Parties supporting the government’s ruling coalition announced the move Friday, following a fierce debate sparked by a POLITICO report that found Bulgaria was letting millions of barrels of Moscow’s oil reach a Russian-owned refinery on its territory, which then exported various refined fuels abroad including to EU countries.

The refinery was able to move the Russian oil because Bulgaria had received an exclusive opt-out from the EU’s ban on Russian seaborne crude oil imports — a step ostensibly meant to protect the country from energy shortages. The government said it will now end that exemption on March 1 instead of a previous, self-imposed October 31 deadline.

Aside from the estimated €983 million the loophole raised for Russia via production and export levies, it also generated almost €500 million in profits since February for refinery owner Lukoil, Russia’s largest private oil firm, according to a classified analysis prepared for Bulgaria’s parliament and seen by POLITICO.

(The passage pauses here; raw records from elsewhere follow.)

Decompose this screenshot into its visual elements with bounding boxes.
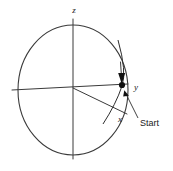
start-point-marker	[119, 82, 125, 88]
x-axis-label: x	[117, 114, 122, 124]
z-axis-label: z	[71, 5, 76, 15]
y-axis-line	[12, 84, 128, 90]
start-annotation-label: Start	[140, 118, 160, 128]
figure-canvas: z y x Start	[0, 0, 173, 171]
x-axis-line	[73, 88, 127, 114]
orbit-diagram-figure: z y x Start	[0, 0, 173, 171]
y-axis-label: y	[133, 82, 138, 92]
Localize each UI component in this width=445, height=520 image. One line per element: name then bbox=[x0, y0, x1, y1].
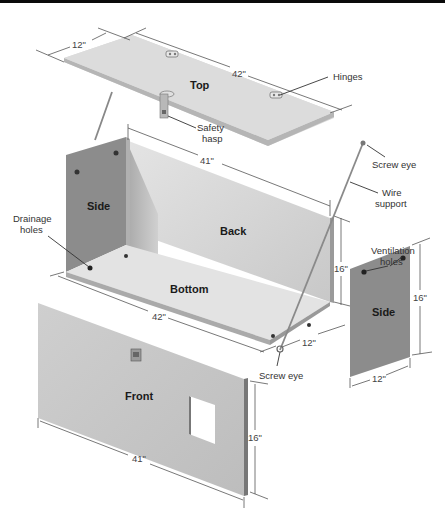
hinge-icon bbox=[166, 51, 178, 57]
front-height-dimension: 16" bbox=[248, 381, 268, 499]
ventilation-hole-icon bbox=[114, 151, 119, 156]
back-width-value: 41" bbox=[200, 155, 214, 166]
front-panel: Front bbox=[38, 303, 248, 496]
wire-support-left bbox=[95, 92, 112, 140]
top-depth-value: 12" bbox=[72, 39, 86, 50]
back-height-dimension: 16" bbox=[334, 216, 350, 306]
drainage-hole-icon bbox=[271, 334, 275, 338]
screw-eye-bottom-callout: Screw eye bbox=[259, 370, 303, 381]
ventilation-hole-icon bbox=[75, 170, 80, 175]
side-right-label: Side bbox=[372, 306, 395, 318]
drainage-callout-line2: holes bbox=[20, 224, 43, 235]
screw-eye-icon bbox=[361, 141, 366, 146]
hasp-staple-icon bbox=[131, 349, 141, 361]
back-panel-label: Back bbox=[220, 225, 247, 237]
safety-hasp-callout-line2: hasp bbox=[202, 133, 223, 144]
ventilation-hole-icon bbox=[361, 269, 366, 274]
ventilation-callout-line1: Ventilation bbox=[371, 245, 415, 256]
side-right-width-value: 12" bbox=[372, 373, 386, 384]
top-width-value: 42" bbox=[232, 68, 246, 79]
front-panel-label: Front bbox=[125, 390, 153, 402]
screw-eye-top-callout: Screw eye bbox=[372, 159, 416, 170]
bottom-width-value: 42" bbox=[152, 311, 166, 322]
safety-hasp-callout-line1: Safety bbox=[197, 122, 224, 133]
wire-support-callout-line2: support bbox=[375, 198, 407, 209]
wire-support-callout-line1: Wire bbox=[382, 187, 402, 198]
box-assembly-diagram: Top 12" 42" Hinges Safety hasp bbox=[0, 0, 445, 520]
bottom-panel-label: Bottom bbox=[170, 283, 209, 295]
front-width-value: 41" bbox=[132, 453, 146, 464]
side-right-height-value: 16" bbox=[413, 292, 427, 303]
bottom-depth-value: 12" bbox=[302, 337, 316, 348]
top-panel-label: Top bbox=[190, 79, 210, 91]
front-height-value: 16" bbox=[248, 432, 262, 443]
drainage-hole-icon bbox=[124, 254, 128, 258]
drainage-hole-icon bbox=[307, 323, 311, 327]
hinges-callout: Hinges bbox=[333, 71, 363, 82]
back-height-value: 16" bbox=[334, 263, 348, 274]
side-left-label: Side bbox=[87, 200, 110, 212]
drainage-callout-line1: Drainage bbox=[13, 213, 52, 224]
side-right-height-dimension: 16" bbox=[412, 238, 432, 355]
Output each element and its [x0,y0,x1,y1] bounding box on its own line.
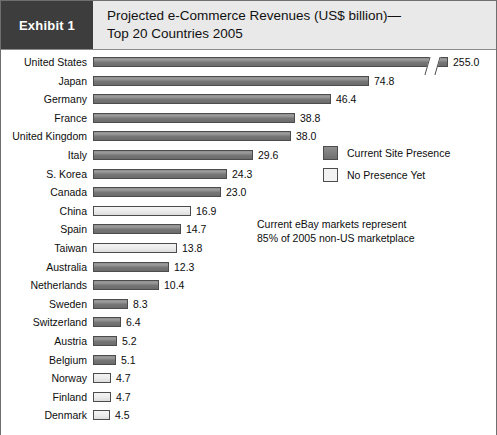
exhibit-title-line1: Projected e-Commerce Revenues (US$ billi… [107,8,401,23]
category-label: United States [1,54,87,70]
bar-value-label: 46.4 [336,91,356,107]
bar-value-label: 38.8 [300,110,320,126]
bar-light [93,392,111,402]
legend-swatch-icon [323,168,338,182]
category-label: Switzerland [1,314,87,330]
bar-dark [93,299,128,309]
bar-row: France38.8 [1,110,496,126]
bar-dark [93,262,169,272]
legend-label: No Presence Yet [347,169,425,181]
bar-value-label: 13.8 [182,240,202,256]
category-label: Belgium [1,352,87,368]
bar-dark [93,131,291,141]
category-label: France [1,110,87,126]
bar-row: Netherlands10.4 [1,277,496,293]
bar-value-label: 4.7 [116,370,131,386]
bar-value-label: 5.2 [122,333,137,349]
bar-light [93,243,177,253]
bar-row: Denmark4.5 [1,407,496,423]
bar-dark [93,224,181,234]
category-label: Austria [1,333,87,349]
bar-dark [93,94,331,104]
bar-row: Finland4.7 [1,389,496,405]
bar-value-label: 10.4 [164,277,184,293]
bar-value-label: 255.0 [453,54,479,70]
legend-label: Current Site Presence [347,147,450,159]
chart-legend: Current Site PresenceNo Presence Yet [323,142,450,186]
category-label: Germany [1,91,87,107]
bar-dark [93,355,116,365]
bar-dark [93,317,121,327]
bar-value-label: 12.3 [174,259,194,275]
bar-row: Switzerland6.4 [1,314,496,330]
bar-value-label: 8.3 [133,296,148,312]
bar-light [93,206,191,216]
category-label: Italy [1,147,87,163]
bar-value-label: 38.0 [296,128,316,144]
bar-value-label: 74.8 [374,73,394,89]
bar-dark [93,76,369,86]
category-label: Sweden [1,296,87,312]
category-label: Taiwan [1,240,87,256]
bar-dark [93,57,448,67]
exhibit-container: Exhibit 1 Projected e-Commerce Revenues … [0,0,497,435]
bar-light [93,373,111,383]
category-label: Australia [1,259,87,275]
bar-dark [93,187,221,197]
legend-item: Current Site Presence [323,142,450,164]
exhibit-header: Exhibit 1 Projected e-Commerce Revenues … [1,1,496,50]
bar-row: China16.9 [1,203,496,219]
category-label: Finland [1,389,87,405]
category-label: Canada [1,184,87,200]
bar-value-label: 6.4 [126,314,141,330]
category-label: Norway [1,370,87,386]
bar-row: Sweden8.3 [1,296,496,312]
bar-row: Norway4.7 [1,370,496,386]
exhibit-number-tag: Exhibit 1 [1,1,93,49]
annotation-line-1: Current eBay markets represent [257,217,415,231]
legend-swatch-icon [323,146,338,160]
category-label: Denmark [1,407,87,423]
bar-value-label: 4.5 [115,407,130,423]
bar-chart-plot-area: United States255.0Japan74.8Germany46.4Fr… [1,50,496,435]
bar-row: Canada23.0 [1,184,496,200]
exhibit-title-line2: Top 20 Countries 2005 [107,26,243,41]
bar-row: Austria5.2 [1,333,496,349]
bar-value-label: 4.7 [116,389,131,405]
bar-dark [93,113,295,123]
bar-row: Australia12.3 [1,259,496,275]
category-label: China [1,203,87,219]
category-label: Japan [1,73,87,89]
bar-row: Spain14.7 [1,221,496,237]
category-label: Spain [1,221,87,237]
bar-dark [93,169,227,179]
bar-row: Belgium5.1 [1,352,496,368]
bar-light [93,410,110,420]
bar-value-label: 5.1 [121,352,136,368]
legend-item: No Presence Yet [323,164,450,186]
bar-dark [93,336,117,346]
bar-value-label: 16.9 [196,203,216,219]
bar-dark [93,150,253,160]
category-label: Netherlands [1,277,87,293]
bar-row: United States255.0 [1,54,496,70]
annotation-line-2: 85% of 2005 non-US marketplace [257,231,415,245]
bar-value-label: 14.7 [186,221,206,237]
bar-row: Germany46.4 [1,91,496,107]
exhibit-title: Projected e-Commerce Revenues (US$ billi… [93,1,496,49]
bar-row: Taiwan13.8 [1,240,496,256]
category-label: S. Korea [1,166,87,182]
bar-value-label: 29.6 [258,147,278,163]
bar-value-label: 23.0 [226,184,246,200]
chart-annotation: Current eBay markets represent 85% of 20… [257,217,415,245]
category-label: United Kingdom [1,128,87,144]
bar-value-label: 24.3 [232,166,252,182]
bar-row: Japan74.8 [1,73,496,89]
bar-dark [93,280,159,290]
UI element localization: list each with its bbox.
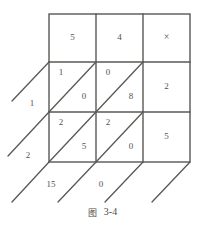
cell-r3c2-upper: 2 [101,118,115,127]
figure-caption: 图3-4 [0,206,205,219]
diagonal-extension-left-1 [12,62,49,101]
cell-r3c2-lower: 0 [124,142,138,151]
figure-caption-mark: 图 [88,206,97,219]
cell-r2c1-lower: 0 [77,92,91,101]
result-label-1: 15 [41,180,61,189]
multiplier-label-1: 1 [25,99,39,108]
diagonal-extension-bottom-4 [152,162,190,202]
cell-r1c2-value: 4 [96,33,143,42]
cell-r2c1-upper: 1 [54,68,68,77]
cell-r3c1-upper: 2 [54,118,68,127]
cell-r2c3-value: 2 [143,82,190,91]
multiplier-label-2: 2 [21,151,35,160]
operator-multiply-icon: × [143,32,190,42]
cell-r1c1-value: 5 [49,33,96,42]
result-label-2: 0 [91,180,111,189]
cell-r3c3-value: 5 [143,132,190,141]
cell-r2c2-upper: 0 [101,68,115,77]
figure-caption-number: 3-4 [104,206,117,217]
figure-container: 5 4 × 1 0 0 8 2 2 5 2 0 5 1 2 15 0 图3-4 [0,0,205,233]
cell-r3c1-lower: 5 [77,142,91,151]
cell-r2c2-lower: 8 [124,92,138,101]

“With March 1 as the end date for the derogation, it is guaranteed that there will be no shocks on the domestic fuel market,” said Bulgarian Finance Minister Asen Vasilev, who had personally helped negotiate the exemption in Brussels last year during sanctions talks.

Vasilev also said he would back suspending the export quotas from the Lukoil-owned refinery starting January 1 to help reduce “the money that goes to Russia.”